Possible reasons why it's not done are the very high energy cost of the cooling setup. I'm not sure if it's possible to bring the cost down enough to a practical level.
Another reason might be lower lifetime of many of the parts involved.
Not nitrogen-cooled, but liquid-cooled overclocked rackmount servers (with consumer gaming CPUs rather than the usual Xeon CPUs) are a thing in HFT.
They’re crazy because they are so unstable that you basically can’t reboot them and expect them to reliably come back up, so you are stuck on that given kernel version and firmware etc (important for eg the custom network cards that often want firmware updates).
You just turn it on, run it for like a year, and then it dies and you trash it and get a new one delivered.

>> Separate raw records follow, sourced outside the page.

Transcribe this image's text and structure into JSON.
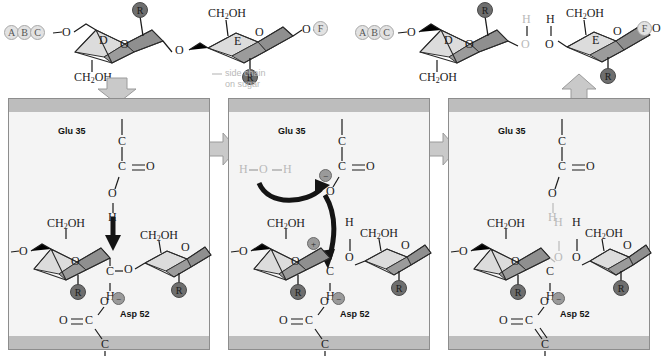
{
  "figure": {
    "type": "reaction-mechanism-diagram",
    "panel_count": 3
  },
  "colors": {
    "panel_background": "#f4f4f4",
    "panel_band": "#bdbdbd",
    "panel_border": "#8d8d8d",
    "sugar_ring_light": "#dcdcdc",
    "sugar_ring_mid": "#b0b0b0",
    "sugar_ring_dark": "#7d7d7d",
    "r_group_circle": "#6e6e6e",
    "letter_circle": "#e2e2e2",
    "charge_circle": "#9a9a9a",
    "arrow_gray": "#c6c6c6",
    "bond_black": "#1a1a1a",
    "faded_gray": "#b9b9b9"
  },
  "top_substrate": {
    "chain_labels": [
      "A",
      "B",
      "C"
    ],
    "terminal_label": "F",
    "sugar_d_label": "D",
    "sugar_e_label": "E",
    "atoms": {
      "ether_left": "O",
      "glycosidic_o": "O",
      "ring_o_d": "O",
      "ring_o_e": "O",
      "ether_right": "O",
      "ch2oh_d": "CH2OH",
      "ch2oh_e": "CH2OH"
    },
    "r_groups": [
      "R",
      "R"
    ],
    "annotation": {
      "line1": "side chain",
      "line2": "on sugar"
    }
  },
  "top_products": {
    "left_product": {
      "chain_labels": [
        "A",
        "B",
        "C"
      ],
      "sugar_label": "D",
      "ch2oh": "CH2OH",
      "ether_o": "O",
      "ring_o": "O",
      "hydroxyl_o": "O",
      "hydroxyl_h": "H",
      "r_group": "R"
    },
    "right_product": {
      "terminal_label": "F",
      "sugar_label": "E",
      "ch2oh": "CH2OH",
      "hydroxyl_h": "H",
      "hydroxyl_o": "O",
      "ring_o": "O",
      "ether_o": "O",
      "r_group": "R"
    }
  },
  "panels": [
    {
      "id": "panel-1",
      "step": 1,
      "glu_label": "Glu 35",
      "asp_label": "Asp 52",
      "glu_atoms": {
        "c_backbone": "C",
        "c_carboxyl": "C",
        "o_double": "O",
        "o_hydroxyl": "O",
        "h": "H"
      },
      "asp_atoms": {
        "o_double": "O",
        "c_carboxyl": "C",
        "o_minus": "O",
        "charge": "−",
        "c_backbone": "C"
      },
      "sugar_left": {
        "label": "",
        "ch2oh": "CH2OH",
        "ether_o": "O",
        "ring_o": "O",
        "c_anomeric": "C",
        "h": "H",
        "r_group": "R"
      },
      "sugar_right": {
        "ch2oh": "CH2OH",
        "ring_o": "O",
        "ether_o": "O",
        "r_group": "R"
      },
      "glycosidic_o": "O",
      "black_arrow": "proton-transfer-down"
    },
    {
      "id": "panel-2",
      "step": 2,
      "glu_label": "Glu 35",
      "asp_label": "Asp 52",
      "water": {
        "h_left": "H",
        "o": "O",
        "h_right": "H"
      },
      "glu_atoms": {
        "c_backbone": "C",
        "c_carboxyl": "C",
        "o_double": "O",
        "o_minus": "O",
        "charge": "−"
      },
      "asp_atoms": {
        "o_double": "O",
        "c_carboxyl": "C",
        "o_minus": "O",
        "charge": "−",
        "c_backbone": "C"
      },
      "sugar_left": {
        "ch2oh": "CH2OH",
        "ether_o": "O",
        "ring_o": "O",
        "charge": "+",
        "c_anomeric": "C",
        "h": "H",
        "r_group": "R"
      },
      "sugar_right": {
        "ch2oh": "CH2OH",
        "ring_o": "O",
        "ether_o": "O",
        "o_leaving": "O",
        "h_leaving": "H",
        "r_group": "R"
      },
      "curved_arrow": "water-attack"
    },
    {
      "id": "panel-3",
      "step": 3,
      "glu_label": "Glu 35",
      "asp_label": "Asp 52",
      "glu_atoms": {
        "c_backbone": "C",
        "c_carboxyl": "C",
        "o_double": "O",
        "o_hydroxyl": "O",
        "h": "H"
      },
      "asp_atoms": {
        "o_double": "O",
        "c_carboxyl": "C",
        "o_minus": "O",
        "charge": "−",
        "c_backbone": "C"
      },
      "sugar_left": {
        "ch2oh": "CH2OH",
        "ether_o": "O",
        "ring_o": "O",
        "c_anomeric": "C",
        "h": "H",
        "new_oh_h": "H",
        "new_oh_o": "O",
        "r_group": "R"
      },
      "sugar_right": {
        "ch2oh": "CH2OH",
        "ring_o": "O",
        "ether_o": "O",
        "oh_h": "H",
        "oh_o": "O",
        "r_group": "R"
      }
    }
  ],
  "flow_arrows": [
    {
      "name": "substrate-binding-arrow",
      "direction": "down"
    },
    {
      "name": "step1-to-step2-arrow",
      "direction": "right"
    },
    {
      "name": "step2-to-step3-arrow",
      "direction": "right"
    },
    {
      "name": "product-release-arrow",
      "direction": "up"
    }
  ]
}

We use heavily overclocked 10980XE and beyond common teething issues with voltages and some specimens just frying the survivors definitely offer stability if you don't push them insanely far.
But I'd agree on the bleeding edge being generally more bleeding than edge (esp. from a performance engineer perspective) with problems ranging from kernel not supporting TSC calibration correctly to acpi issues to faulty (fried) instruction cache.
Possible reasons why it's not done are the very high energy cost of the cooling setup. I'm not sure if it's possible to bring the cost down enough to a practical level.
Another reason might be lower lifetime of many of the parts involved.